Search JTA's historical archive dating back to 1923

Syracuse Audience with Pogrom Story

February 4, 1934
See Original Daily Bulletin From This Date
Advertisement

In spite of the fact that no open publicity was given, the large hall of the Madison School was crowed with Jewry from every part of the city, who came last week to greet Sholom Schwartzbard, slayer of the Ukrainian pogrom leader, Simon Petluran Two Jewish Workmen’s Cirele School and Jewish National Folk School and Jewish National Folk School, acclaimed him as one of the Jewish heroes. Schwartzbard pictared the brutal Ukrainian pogroms. he pointed out three periods of such events within hte last fifty years of Jewish history and their psychological effect on the Jewish mind. At first the Jew hid himself in the cellars, or helpessly submitted to his fate, but later, in the second and third priods, he came out into the open and tried ot defend himself and the honor of his people in 1929, the riots in Palestine were not a pogrom, but a defecse of life and property. And who were the Chalutzim, the continued, if not the yound men and women who had lived through those pogroms in Russia and Ukrainia and had learned the leason of self-defense.

Schwartzbard’s concluding remark was that the Jews throuhout ther world must awake and not longer hide their Jewishness, nor hush the wrong that is being done to them.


--- Activity ---
Show each line of the data below that has the string "priority" in it.

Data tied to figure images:

★ ★ ★ ★ ★

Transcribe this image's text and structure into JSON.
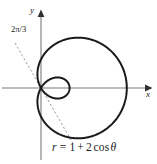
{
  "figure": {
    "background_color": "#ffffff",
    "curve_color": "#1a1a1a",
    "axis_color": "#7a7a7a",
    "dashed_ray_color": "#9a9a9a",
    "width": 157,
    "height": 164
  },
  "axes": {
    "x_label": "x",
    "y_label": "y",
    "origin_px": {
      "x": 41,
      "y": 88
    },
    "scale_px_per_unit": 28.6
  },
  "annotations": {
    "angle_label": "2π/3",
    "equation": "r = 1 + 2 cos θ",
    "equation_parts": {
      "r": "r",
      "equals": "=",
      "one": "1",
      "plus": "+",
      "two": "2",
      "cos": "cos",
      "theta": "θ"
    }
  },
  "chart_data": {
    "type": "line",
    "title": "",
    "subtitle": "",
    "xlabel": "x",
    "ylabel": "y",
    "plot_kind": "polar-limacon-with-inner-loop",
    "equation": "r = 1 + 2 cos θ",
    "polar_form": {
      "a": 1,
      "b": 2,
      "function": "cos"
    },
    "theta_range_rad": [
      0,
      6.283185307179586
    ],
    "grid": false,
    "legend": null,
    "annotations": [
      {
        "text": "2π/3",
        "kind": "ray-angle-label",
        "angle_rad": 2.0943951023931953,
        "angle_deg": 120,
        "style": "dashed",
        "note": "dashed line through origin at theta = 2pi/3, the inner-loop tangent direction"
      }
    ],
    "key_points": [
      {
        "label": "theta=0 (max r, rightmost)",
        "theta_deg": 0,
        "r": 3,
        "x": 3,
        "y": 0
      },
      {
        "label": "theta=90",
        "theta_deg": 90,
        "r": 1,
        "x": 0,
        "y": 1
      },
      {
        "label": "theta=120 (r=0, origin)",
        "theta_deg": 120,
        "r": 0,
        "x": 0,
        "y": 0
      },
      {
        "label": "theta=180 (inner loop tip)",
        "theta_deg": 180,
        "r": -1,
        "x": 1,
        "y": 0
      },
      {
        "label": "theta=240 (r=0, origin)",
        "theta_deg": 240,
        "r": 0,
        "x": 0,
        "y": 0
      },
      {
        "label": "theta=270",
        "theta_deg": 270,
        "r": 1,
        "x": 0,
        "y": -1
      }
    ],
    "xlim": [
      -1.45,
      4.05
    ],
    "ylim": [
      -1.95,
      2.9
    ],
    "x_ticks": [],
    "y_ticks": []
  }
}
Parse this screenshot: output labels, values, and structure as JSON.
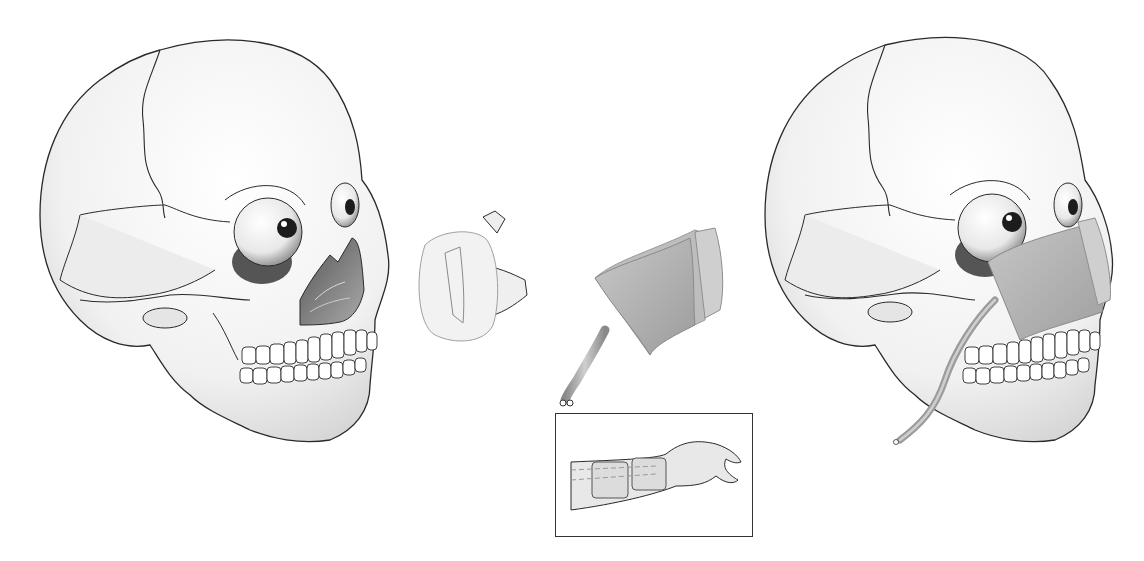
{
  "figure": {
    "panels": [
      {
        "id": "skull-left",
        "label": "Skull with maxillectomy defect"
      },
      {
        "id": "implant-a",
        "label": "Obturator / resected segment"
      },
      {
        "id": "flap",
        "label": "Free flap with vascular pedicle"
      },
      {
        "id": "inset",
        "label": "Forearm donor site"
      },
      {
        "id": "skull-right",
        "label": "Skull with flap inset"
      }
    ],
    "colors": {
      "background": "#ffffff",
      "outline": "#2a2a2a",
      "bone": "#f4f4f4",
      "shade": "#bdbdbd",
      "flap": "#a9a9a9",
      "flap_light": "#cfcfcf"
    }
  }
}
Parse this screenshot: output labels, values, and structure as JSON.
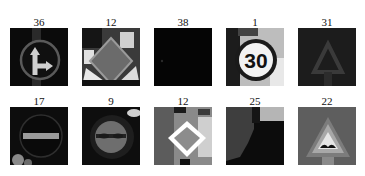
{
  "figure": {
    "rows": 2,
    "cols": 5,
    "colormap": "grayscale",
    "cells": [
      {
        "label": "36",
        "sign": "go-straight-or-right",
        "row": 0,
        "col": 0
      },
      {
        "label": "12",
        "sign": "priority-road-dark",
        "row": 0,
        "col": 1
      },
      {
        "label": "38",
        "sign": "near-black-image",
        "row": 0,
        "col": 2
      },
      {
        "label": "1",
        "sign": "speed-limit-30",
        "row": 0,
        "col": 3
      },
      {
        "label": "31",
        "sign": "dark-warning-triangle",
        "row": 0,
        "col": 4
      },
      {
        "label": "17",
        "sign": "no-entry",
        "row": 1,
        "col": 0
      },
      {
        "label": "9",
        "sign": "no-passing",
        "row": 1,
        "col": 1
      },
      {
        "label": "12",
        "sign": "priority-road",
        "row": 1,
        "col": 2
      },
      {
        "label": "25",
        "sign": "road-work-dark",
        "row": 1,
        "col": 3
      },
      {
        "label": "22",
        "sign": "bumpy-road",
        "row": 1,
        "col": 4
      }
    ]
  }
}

★ ★ ★ ★ ★

--- Solved problem ---
        "sign": "priority-road-dark",
        "sign": "priority-road",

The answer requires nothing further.